President Kwon Seon-joo of the Industrial Bank of Korea, has been chosen as one of the four figures in the financial community in Korea to have done an outstanding job this year.
The three others are Noh Jeong-shik, who set up three new IT firms and sold them this year, Pranid Mistri of India who was promoted to an executive at Samsung Electronics at the tender age of 33, and Fund Manager Park In-hee, who made the most profit in running funds at Shinyoung Asset Management Co.
IBK Kwon is know to tell people ¡°it is not the wisest servant, but the servant who is the most sensitive at coping with the changes that will survive from crises.¡±
About a year ago, during Kwon¡¯s inaugural speech, she quoted from Darwin that if one cannot avoid the mobile and ¡°fintech¡± they should make efforts to lead others to cope with them.
She pointed out that IBK is at a crossroads: It will either jump in growth based on its half century history, or sink with the high-tide of change facing its road ahead.
The IBK CEO has been proven to be right in her analysis of the problems that the bank is faced with. The financial industry in 2014 has been jolted by a number of incidents, starting with an outflow of customer information from a credit card company, an internal dispute over management matters at KB Financial Group, and loan scams for KT ENS and Monuel, among others, while the banks have been struggling to make ends meet amid an economic slowdown.
Doubts on whether Kwon can do the job continue to persist, and a year later, those doubts have dissipated with high marks given to her for her management of the bank to get though the tough times. Kwon¡¯s ¡°Soft Outside and Tough Inside Management Style¡± has paid off, taking care of one crisis after another, calmly as they occurred, not getting mired in a large tide of trouble (except the Monuel loan scam). The bank¡¯s strategy to be a bank for all people in Korea, drawn up by her immediate predecessor Cho Joon-hee, is still on tack, along with the bank¡¯s special loan policy to expand loans to technology-related borrowers and support loans for SMEs.
President Kwon cautiously recalled that while the bank coped with one problem after another in steadily fashion, it never forgot to lay the base for operation next year to develop the bank further.
IBK installed the next-generation electronic calculation system to provide better service to its customers. Kwon recalled that she always thought about ways to develop the bank¡¯s operations thorough the collection of ideas with staff. That happens via better communication with a foundation that the most important factor in managing the bank has been getting the organizational energy from the bank with all levels of the organization lending their support.
Born in Jeonju, North Jeolla Province in 1956, she graduated from Kyonggi Girls¡¯ High School in Seoul and went on to Yonsei University, where she got her B.A. in English Literature. She entered IBK in 1978 and rose to the top of the bank¡¯s management 35 years later, with 25 years spent in marketing-related units.
She became the second IBK career man to rise to the top position in the bank, following predecessor Cho Joon-hee.
The bank still has to take care of the Monuel loan scam. She looks ahead to the bank¡¯s growth in 2015 based on her strategy that the power to cope with change is the key for to success.
Kwon said she has been in the process of collecting various ideas to cope with the challenges thrown at the business firms, armed with advanced IT, including setting up an special Internet bank.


Where does the word "Image" show up in the records? Copy every line that has it.

- [Available records]:

>>>>>

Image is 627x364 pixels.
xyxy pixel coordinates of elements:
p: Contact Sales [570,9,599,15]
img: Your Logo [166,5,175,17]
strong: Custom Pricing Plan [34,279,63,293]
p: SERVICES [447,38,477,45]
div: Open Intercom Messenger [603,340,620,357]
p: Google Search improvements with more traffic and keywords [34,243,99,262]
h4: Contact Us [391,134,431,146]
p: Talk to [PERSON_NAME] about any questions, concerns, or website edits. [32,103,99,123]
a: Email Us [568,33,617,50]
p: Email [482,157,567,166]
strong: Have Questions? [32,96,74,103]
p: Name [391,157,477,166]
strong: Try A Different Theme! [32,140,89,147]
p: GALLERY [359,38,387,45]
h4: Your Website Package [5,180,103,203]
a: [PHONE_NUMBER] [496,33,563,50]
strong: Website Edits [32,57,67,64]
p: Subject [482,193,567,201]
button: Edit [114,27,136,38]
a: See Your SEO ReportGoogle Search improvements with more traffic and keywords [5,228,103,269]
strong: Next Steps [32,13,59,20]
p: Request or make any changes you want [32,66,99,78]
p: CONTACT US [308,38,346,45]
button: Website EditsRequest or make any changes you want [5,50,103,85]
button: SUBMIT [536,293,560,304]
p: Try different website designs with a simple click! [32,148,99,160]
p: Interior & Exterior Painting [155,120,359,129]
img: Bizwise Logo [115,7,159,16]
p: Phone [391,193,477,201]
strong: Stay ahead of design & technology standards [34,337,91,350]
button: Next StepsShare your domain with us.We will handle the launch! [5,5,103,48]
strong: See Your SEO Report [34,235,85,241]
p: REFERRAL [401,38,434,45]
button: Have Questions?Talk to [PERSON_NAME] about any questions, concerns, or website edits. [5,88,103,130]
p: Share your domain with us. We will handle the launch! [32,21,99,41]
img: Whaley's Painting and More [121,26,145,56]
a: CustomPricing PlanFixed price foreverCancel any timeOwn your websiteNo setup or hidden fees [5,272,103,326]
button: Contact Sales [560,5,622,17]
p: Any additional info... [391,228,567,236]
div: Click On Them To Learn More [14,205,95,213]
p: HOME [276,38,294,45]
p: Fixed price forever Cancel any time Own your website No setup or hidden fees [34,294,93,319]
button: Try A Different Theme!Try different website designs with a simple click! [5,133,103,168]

<<<<<
>>>>>

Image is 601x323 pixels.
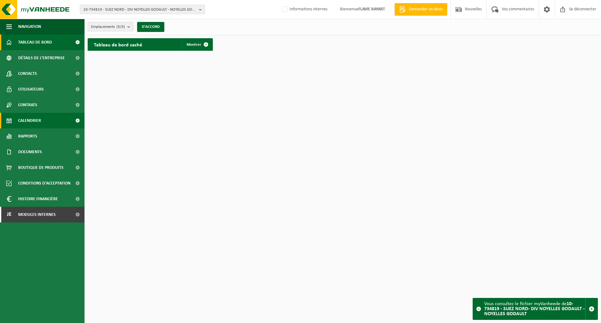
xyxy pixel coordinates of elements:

<<<<<

- [Task solution]:
Image is 627x364 pixels.
Image is 601x323 pixels.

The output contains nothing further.